In South Africa, policies of separate development and restrictions placed on capital expenditure imposed on the lands occupied by the indigenous people during the colonial era prevented the state from implementing the cadastre in the communal areas of the country.
Sierra Leone is one of the least developed countries in the world and is still recovering from a civil war that ended in 2002.
The buying up of farmland by international investors is viewed highly critically. However, sweeping judgements could be inappropriate, as our author demonstrates with survey results from Ethiopia and Uganda.
The Department of Mineral Resources is attempting to develop oil and gas drilling in South Africa through Operation Phakisa. The project is still in the early stages of research and exploration, but the Department aims to have 30 wells built in 10 years.

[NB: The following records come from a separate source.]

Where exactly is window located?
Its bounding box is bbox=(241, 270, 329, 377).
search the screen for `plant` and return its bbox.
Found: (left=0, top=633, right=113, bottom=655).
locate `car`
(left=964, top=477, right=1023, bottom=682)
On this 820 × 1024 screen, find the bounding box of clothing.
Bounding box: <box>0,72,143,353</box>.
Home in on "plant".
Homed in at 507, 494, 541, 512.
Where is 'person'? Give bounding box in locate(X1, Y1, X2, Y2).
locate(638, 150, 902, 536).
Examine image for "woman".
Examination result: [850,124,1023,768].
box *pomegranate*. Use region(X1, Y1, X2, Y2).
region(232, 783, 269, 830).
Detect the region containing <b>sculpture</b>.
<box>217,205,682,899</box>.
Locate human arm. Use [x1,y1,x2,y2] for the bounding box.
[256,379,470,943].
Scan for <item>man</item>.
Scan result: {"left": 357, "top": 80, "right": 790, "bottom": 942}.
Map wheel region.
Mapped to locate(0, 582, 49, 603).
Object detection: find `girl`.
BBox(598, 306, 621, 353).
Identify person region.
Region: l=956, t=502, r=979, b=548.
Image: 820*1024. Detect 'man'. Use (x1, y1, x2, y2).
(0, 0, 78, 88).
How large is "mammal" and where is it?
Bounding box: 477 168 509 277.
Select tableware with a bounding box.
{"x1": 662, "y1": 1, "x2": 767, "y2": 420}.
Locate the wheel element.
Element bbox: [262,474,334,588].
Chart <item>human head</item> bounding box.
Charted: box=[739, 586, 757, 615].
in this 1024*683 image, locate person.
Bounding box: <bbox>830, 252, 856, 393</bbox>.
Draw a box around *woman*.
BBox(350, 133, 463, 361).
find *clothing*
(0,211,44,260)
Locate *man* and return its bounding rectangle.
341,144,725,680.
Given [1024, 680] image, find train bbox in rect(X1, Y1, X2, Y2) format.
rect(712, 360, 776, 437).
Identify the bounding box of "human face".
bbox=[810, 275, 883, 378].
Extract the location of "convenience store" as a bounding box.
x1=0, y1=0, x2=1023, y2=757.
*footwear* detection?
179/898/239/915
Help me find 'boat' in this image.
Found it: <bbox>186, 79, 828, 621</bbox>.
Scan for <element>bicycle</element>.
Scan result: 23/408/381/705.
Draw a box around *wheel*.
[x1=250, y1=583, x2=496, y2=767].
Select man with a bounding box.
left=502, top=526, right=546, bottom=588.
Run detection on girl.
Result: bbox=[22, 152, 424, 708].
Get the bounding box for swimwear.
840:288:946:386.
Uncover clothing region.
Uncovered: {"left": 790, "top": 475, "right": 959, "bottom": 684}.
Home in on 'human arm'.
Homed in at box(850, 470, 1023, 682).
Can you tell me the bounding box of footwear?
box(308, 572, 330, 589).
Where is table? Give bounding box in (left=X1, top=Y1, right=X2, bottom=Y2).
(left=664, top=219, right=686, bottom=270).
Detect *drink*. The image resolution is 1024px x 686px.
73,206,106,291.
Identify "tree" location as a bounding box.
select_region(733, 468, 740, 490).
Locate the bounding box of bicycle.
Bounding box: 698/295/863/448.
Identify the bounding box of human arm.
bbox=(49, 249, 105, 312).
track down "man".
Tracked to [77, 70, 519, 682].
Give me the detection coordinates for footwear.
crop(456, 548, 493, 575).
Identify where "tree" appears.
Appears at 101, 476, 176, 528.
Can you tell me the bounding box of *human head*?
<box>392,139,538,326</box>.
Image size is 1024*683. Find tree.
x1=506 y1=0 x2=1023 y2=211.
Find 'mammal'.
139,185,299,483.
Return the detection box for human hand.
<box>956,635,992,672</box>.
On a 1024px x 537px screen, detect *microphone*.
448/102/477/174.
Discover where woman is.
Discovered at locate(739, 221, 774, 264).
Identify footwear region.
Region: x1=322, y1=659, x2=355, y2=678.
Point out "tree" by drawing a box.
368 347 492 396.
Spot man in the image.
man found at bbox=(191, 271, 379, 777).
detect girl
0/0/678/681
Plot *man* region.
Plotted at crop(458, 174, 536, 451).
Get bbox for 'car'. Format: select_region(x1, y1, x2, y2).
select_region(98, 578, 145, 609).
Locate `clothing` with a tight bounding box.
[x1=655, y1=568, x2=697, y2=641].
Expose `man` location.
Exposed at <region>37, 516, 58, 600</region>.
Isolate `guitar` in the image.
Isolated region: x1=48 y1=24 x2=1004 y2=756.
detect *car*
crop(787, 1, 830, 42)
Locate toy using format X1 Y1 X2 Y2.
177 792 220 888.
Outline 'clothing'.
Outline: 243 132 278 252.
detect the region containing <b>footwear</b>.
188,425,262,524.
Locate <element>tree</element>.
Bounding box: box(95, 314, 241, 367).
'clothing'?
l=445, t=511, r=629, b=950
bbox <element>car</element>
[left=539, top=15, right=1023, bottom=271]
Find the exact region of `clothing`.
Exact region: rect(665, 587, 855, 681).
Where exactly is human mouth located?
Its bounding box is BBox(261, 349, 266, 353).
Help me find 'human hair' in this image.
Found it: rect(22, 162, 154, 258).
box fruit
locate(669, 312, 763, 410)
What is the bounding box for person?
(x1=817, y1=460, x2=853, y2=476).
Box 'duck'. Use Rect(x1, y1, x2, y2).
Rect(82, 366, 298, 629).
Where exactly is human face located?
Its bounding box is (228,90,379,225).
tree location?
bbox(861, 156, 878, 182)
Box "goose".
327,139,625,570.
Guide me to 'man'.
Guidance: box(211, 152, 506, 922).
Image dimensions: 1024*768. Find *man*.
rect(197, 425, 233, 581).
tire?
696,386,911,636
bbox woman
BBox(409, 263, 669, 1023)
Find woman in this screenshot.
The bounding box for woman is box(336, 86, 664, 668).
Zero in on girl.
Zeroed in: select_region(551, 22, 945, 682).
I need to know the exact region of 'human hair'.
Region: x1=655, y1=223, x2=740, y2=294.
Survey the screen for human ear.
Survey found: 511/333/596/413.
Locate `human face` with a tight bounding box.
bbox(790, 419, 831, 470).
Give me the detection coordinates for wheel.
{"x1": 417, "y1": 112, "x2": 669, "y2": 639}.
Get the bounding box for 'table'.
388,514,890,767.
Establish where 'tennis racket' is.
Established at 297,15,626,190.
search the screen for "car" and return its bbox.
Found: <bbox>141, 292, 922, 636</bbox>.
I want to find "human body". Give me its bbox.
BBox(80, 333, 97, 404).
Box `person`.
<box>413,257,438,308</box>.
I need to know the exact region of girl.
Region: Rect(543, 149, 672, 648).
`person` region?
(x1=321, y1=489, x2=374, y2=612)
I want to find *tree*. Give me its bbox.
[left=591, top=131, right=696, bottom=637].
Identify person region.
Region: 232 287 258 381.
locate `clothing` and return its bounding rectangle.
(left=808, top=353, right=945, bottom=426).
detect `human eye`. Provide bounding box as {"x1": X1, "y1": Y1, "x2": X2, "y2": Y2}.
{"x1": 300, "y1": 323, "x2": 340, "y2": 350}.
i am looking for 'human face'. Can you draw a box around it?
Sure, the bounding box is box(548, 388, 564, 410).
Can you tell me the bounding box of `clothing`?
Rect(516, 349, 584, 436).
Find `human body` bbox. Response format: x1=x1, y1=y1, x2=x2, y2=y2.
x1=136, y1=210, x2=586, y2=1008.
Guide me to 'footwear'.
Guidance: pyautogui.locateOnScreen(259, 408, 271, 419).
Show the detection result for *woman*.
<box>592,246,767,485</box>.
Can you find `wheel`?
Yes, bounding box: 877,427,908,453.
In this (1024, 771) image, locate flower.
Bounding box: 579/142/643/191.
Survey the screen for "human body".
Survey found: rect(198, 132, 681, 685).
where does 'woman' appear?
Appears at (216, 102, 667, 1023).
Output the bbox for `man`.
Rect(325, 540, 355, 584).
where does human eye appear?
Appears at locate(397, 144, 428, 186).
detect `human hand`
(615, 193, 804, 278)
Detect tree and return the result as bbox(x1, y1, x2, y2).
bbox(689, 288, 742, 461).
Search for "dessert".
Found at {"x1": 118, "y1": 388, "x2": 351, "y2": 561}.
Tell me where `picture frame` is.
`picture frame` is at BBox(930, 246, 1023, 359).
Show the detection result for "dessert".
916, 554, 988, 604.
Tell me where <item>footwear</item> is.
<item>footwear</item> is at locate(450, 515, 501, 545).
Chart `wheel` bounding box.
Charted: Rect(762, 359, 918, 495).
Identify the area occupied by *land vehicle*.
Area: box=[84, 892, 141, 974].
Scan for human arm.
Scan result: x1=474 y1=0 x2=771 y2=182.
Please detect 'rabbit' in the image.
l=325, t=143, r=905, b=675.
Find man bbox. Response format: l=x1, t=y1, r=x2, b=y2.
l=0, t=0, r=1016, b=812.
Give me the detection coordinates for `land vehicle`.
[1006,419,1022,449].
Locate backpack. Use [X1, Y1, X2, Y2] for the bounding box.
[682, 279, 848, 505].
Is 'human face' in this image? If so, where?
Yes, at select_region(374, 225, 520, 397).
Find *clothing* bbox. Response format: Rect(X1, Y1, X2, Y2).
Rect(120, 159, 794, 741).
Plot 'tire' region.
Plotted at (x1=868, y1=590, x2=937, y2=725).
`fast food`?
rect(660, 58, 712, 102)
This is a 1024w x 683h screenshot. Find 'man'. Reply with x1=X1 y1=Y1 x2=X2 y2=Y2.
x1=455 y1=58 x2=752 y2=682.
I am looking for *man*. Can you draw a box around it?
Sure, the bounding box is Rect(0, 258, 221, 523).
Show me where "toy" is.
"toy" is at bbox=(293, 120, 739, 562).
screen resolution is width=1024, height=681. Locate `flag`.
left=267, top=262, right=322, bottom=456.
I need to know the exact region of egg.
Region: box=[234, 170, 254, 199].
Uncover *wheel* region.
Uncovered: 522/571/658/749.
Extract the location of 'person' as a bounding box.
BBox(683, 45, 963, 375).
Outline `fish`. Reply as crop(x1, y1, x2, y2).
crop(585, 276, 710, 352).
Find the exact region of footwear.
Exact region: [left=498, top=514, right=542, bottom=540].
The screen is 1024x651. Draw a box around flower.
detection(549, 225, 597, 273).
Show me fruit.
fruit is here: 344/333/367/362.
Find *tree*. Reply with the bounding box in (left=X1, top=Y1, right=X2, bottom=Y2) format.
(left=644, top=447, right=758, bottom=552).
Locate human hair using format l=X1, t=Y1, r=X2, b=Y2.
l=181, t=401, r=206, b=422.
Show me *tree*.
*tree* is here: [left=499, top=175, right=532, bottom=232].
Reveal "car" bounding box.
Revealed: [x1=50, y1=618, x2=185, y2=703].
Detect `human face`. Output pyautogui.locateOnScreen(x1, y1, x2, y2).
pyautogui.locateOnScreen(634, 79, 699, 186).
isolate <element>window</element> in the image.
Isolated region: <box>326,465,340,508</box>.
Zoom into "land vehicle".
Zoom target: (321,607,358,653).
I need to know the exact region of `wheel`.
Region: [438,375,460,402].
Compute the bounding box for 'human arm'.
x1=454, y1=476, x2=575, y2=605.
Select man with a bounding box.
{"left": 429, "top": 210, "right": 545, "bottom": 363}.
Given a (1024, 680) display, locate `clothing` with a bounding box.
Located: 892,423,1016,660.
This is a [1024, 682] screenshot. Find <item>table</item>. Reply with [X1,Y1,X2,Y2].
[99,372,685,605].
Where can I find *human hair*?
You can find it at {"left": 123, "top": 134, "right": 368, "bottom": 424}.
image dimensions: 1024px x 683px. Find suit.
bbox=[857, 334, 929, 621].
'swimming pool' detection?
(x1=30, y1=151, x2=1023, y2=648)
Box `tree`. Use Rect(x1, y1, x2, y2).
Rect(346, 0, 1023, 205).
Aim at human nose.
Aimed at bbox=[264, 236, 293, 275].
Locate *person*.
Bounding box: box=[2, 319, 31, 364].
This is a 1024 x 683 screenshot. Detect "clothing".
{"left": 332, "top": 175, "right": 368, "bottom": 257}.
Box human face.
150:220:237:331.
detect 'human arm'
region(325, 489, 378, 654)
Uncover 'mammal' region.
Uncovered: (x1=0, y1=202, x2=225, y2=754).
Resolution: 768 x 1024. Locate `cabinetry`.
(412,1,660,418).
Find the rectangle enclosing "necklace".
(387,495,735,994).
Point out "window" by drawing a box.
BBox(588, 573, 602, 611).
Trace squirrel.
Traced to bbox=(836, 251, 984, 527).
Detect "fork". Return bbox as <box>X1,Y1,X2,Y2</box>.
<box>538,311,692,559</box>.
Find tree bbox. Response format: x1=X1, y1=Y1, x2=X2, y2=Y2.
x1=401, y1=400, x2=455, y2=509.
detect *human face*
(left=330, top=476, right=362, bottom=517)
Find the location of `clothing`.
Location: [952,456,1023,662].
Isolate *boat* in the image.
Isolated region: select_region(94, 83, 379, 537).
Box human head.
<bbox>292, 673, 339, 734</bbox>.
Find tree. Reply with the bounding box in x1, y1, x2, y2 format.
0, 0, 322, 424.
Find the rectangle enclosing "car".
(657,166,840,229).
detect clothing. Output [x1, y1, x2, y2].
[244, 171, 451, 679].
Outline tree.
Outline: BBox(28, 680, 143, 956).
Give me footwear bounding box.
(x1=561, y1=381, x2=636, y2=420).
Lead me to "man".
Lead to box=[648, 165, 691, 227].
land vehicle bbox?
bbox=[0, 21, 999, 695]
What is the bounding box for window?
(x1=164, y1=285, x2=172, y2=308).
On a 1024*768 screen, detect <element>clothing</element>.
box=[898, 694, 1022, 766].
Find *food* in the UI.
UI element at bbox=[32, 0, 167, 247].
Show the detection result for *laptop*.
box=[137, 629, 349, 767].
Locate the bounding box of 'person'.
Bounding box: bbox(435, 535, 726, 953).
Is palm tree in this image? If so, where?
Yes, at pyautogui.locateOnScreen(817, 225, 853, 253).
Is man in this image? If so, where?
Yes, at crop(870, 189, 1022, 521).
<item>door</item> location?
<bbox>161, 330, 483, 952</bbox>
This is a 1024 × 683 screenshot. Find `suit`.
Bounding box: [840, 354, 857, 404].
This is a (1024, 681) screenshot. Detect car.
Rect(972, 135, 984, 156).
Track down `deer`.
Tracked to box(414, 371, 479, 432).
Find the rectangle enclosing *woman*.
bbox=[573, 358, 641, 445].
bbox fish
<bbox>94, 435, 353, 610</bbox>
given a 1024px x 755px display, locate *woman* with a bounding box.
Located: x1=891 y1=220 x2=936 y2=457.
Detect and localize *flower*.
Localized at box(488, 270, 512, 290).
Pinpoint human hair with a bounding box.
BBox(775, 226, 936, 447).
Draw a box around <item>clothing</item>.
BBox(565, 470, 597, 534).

During the last few years, the donor community has increased its efforts to reduce the large amounts of fish lost in the distribution chain in artisanal fishery, an endeavour that ought to be welcomed in principle.
Providing extension and advisory services is expensive. There are salaries to be paid, transportation and operational funds to be provided, buildings to be rented or built, demonstration plots to maintain, and continued education to be offered to the extension staff.
Last year Angola earned 48 billion US dollars from petroleum. Yet the country that was once Africa’s largest agricultural producer is reduced to importing food. Now the government and private investors want to develop the agricultural sector, in the hope that Angola could become a new Brazil.